Although plans for urban renewal projects were often modified versions of what was originally envisioned, for the most part the projects in Seattle were implemented. One notable exception was the urban renewal plan for Pike Place Project, which called for demolishing the Market and replacing it with high-rise buildings and a 7-story parking garage. The plan had the support of the Mayor, City Council, and the business community, but citizens across the city rose in opposition. A group called Friends of the Market was formed and sponsored an initiative to establish a historic district around the Market, ensuring it would be rehabilitated and preserved. The initiative passed by a 3-to-2 margin.

The effects of the urban renewal program in Seattle have been long lasting. The program funded infrastructure improvements in project areas, such as underground wiring, street and sewer improvements, traffic signals, and bus shelters. It also funded the development of new parks and the rehabilitation of existing park facilities, led to the construction of new fire stations, and created new housing projects. For example, Operation Breakthrough's multifamily housing project and the Kawabe Memorial House, both in the Yesler-Atlantic area, collectively provided over 200 new residential units for various income levels. However, an estimated 500-plus families and businesses were displaced by urban renewal projects in the city, and many more were displaced through code enforcement.

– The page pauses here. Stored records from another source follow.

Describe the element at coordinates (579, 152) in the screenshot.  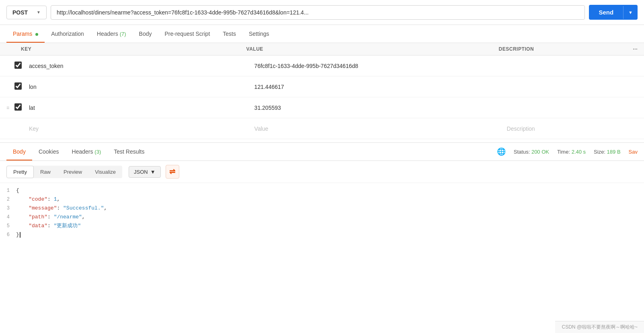
I see `time-value: 2.40 s` at that location.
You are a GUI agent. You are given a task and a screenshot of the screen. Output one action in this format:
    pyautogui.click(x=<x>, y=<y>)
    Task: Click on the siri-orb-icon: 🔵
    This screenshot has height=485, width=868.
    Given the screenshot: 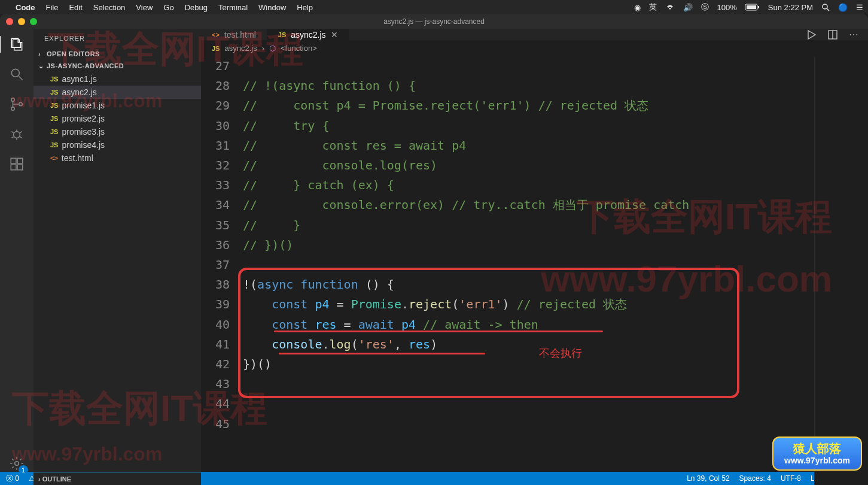 What is the action you would take?
    pyautogui.click(x=843, y=7)
    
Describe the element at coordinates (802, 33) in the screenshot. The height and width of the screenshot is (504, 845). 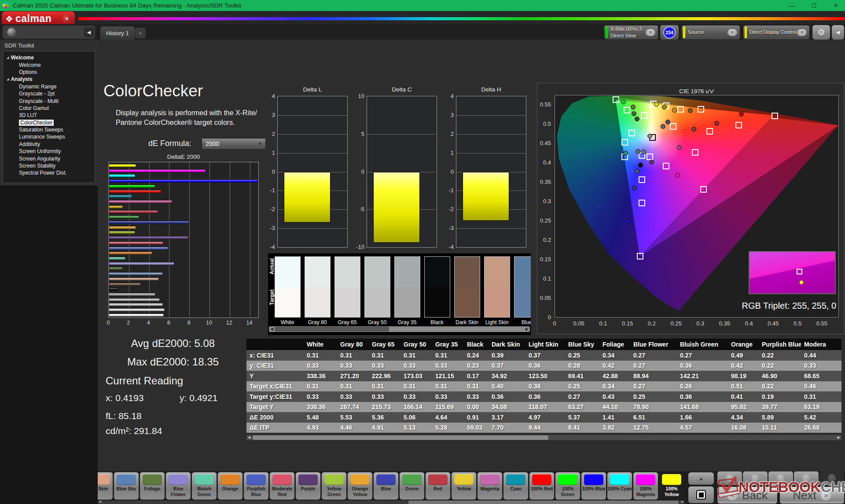
I see `display-control-chevron-icon: ▼` at that location.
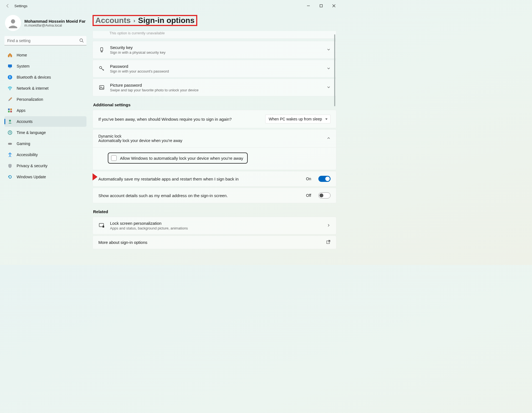  What do you see at coordinates (214, 69) in the screenshot?
I see `option-password: PasswordSign in with your account's pass…` at bounding box center [214, 69].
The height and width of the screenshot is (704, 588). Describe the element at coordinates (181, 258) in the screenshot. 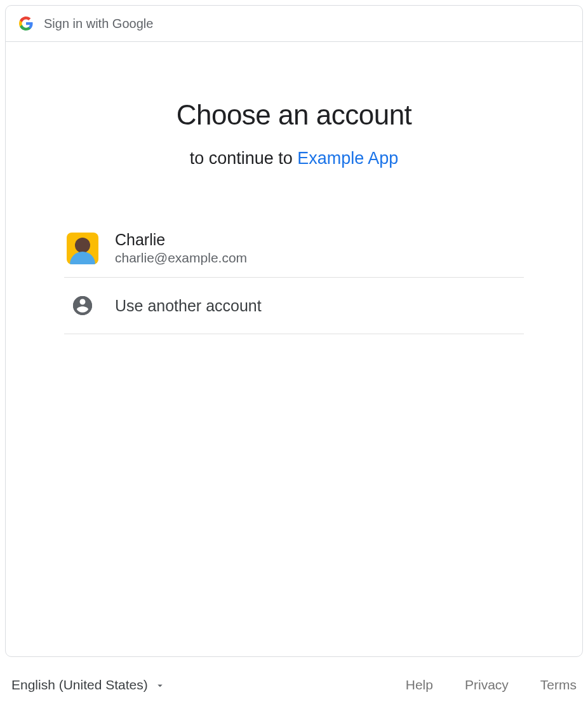

I see `account-email: charlie@example.com` at that location.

In Seattle, as in cities across the U.S., urban renewal's stated goals to improve housing and revitalize neighborhoods did not fully materialize. A report published in 1984 by Seattle's Department of Community Development on the disposition of land still owned by the city in the Yesler-Atlantic project area acknowledged that the original project's promises of "substantial public and private housing development" had been "slow to develop," and that the project had "failed to meet many of its objectives." Another department report in 1981 evaluating the background of housing, population, and land use in the Central Area pointed to urban renewal as a direct contributing factor to that area's overall decline in available housing. Rather than improve and build housing, the report stated, demolishing buildings under the program mainly resulted in "the accumulation of vacant land, since almost no new structures replaced those destroyed." 

As recently as July 2021, New Hope Missionary Baptist Church called on the City to redress the harm done through the forced acquisition of the church's property for urban renewal in the Yesler-Atlantic area. The following month, City Council passed Resolution 32015, condemning the displacement caused by the project, apologizing for the harm done, and urging "all City Departments to make reparation for that injustice."